Work order: Leave every picture out and print exactly the lines that run from the one containing "pyautogui.click(x=<x>, y=<y>)" to the end of the listing.

—————

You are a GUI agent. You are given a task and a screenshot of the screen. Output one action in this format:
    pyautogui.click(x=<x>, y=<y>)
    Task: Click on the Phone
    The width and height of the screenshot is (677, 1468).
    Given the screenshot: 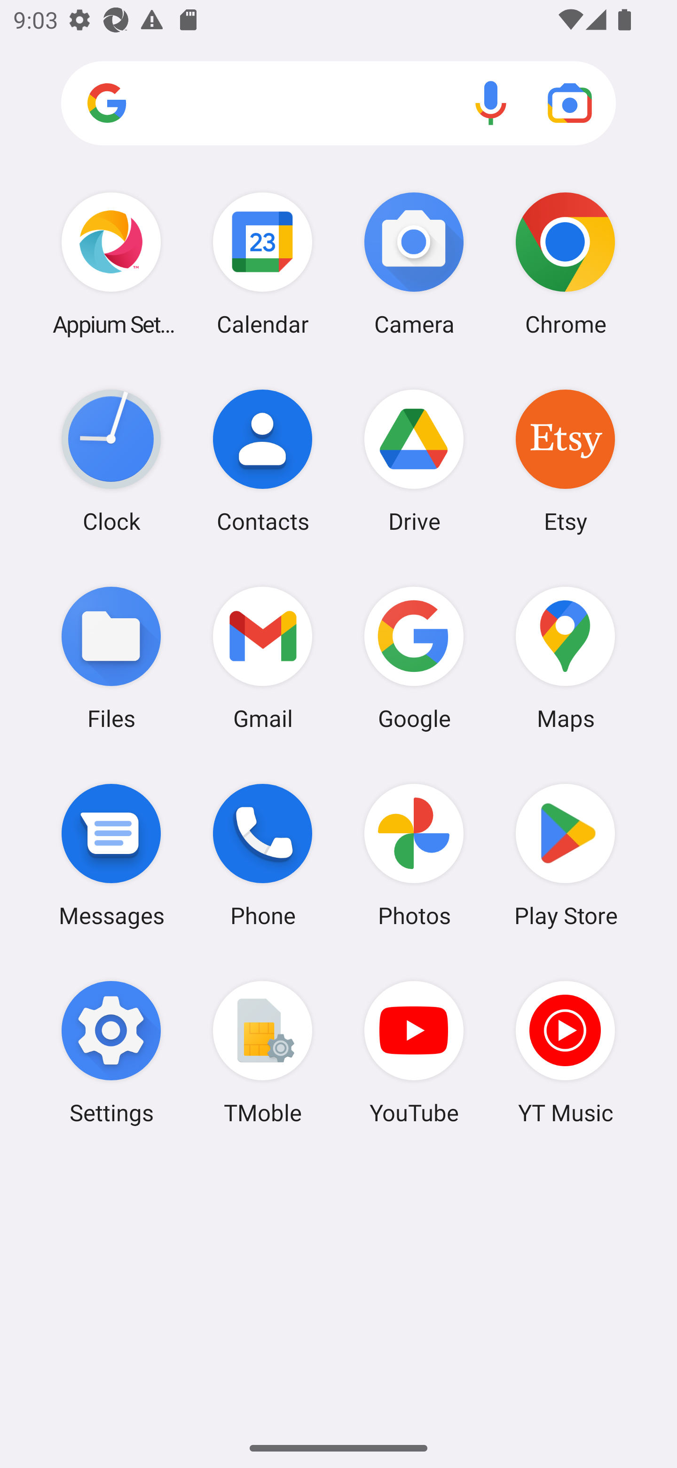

—————

Worked solution:
    pyautogui.click(x=<x>, y=<y>)
    Task: Click on the Phone
    The width and height of the screenshot is (677, 1468).
    Given the screenshot: 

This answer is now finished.